PROBLEM TO SOLVE: Your job with the data below is to output exactly the lines from the one holding "At what (x,y)" down to the one holding "The height and", both included, and no others.

DATASET ENTRIES:
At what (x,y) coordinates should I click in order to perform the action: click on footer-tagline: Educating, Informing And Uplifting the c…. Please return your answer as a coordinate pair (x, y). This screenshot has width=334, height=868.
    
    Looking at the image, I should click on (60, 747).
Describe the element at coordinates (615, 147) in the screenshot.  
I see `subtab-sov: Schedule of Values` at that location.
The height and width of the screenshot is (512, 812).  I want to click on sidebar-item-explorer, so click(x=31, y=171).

...

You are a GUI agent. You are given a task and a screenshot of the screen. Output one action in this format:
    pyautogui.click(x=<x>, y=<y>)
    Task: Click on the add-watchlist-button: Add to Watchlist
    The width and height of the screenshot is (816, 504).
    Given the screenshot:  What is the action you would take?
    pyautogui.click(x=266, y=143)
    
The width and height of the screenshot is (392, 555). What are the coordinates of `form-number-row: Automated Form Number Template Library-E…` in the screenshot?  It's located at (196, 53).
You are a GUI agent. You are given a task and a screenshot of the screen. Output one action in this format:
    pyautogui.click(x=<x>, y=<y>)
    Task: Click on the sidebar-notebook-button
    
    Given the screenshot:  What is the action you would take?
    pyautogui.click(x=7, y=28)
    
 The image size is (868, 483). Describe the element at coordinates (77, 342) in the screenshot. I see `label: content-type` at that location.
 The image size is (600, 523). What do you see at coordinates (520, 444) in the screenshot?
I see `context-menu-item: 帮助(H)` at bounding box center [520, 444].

RESPONSE TO THE EXERCISE:
At what (x,y) coordinates should I click in order to perform the action: click on footer-tagline: Educating, Informing And Uplifting the c…. Please return your answer as a coordinate pair (x, y). This screenshot has width=334, height=868.
    
    Looking at the image, I should click on (60, 747).
Describe the element at coordinates (615, 147) in the screenshot.  
I see `subtab-sov: Schedule of Values` at that location.
The height and width of the screenshot is (512, 812).  I want to click on sidebar-item-explorer, so click(x=31, y=171).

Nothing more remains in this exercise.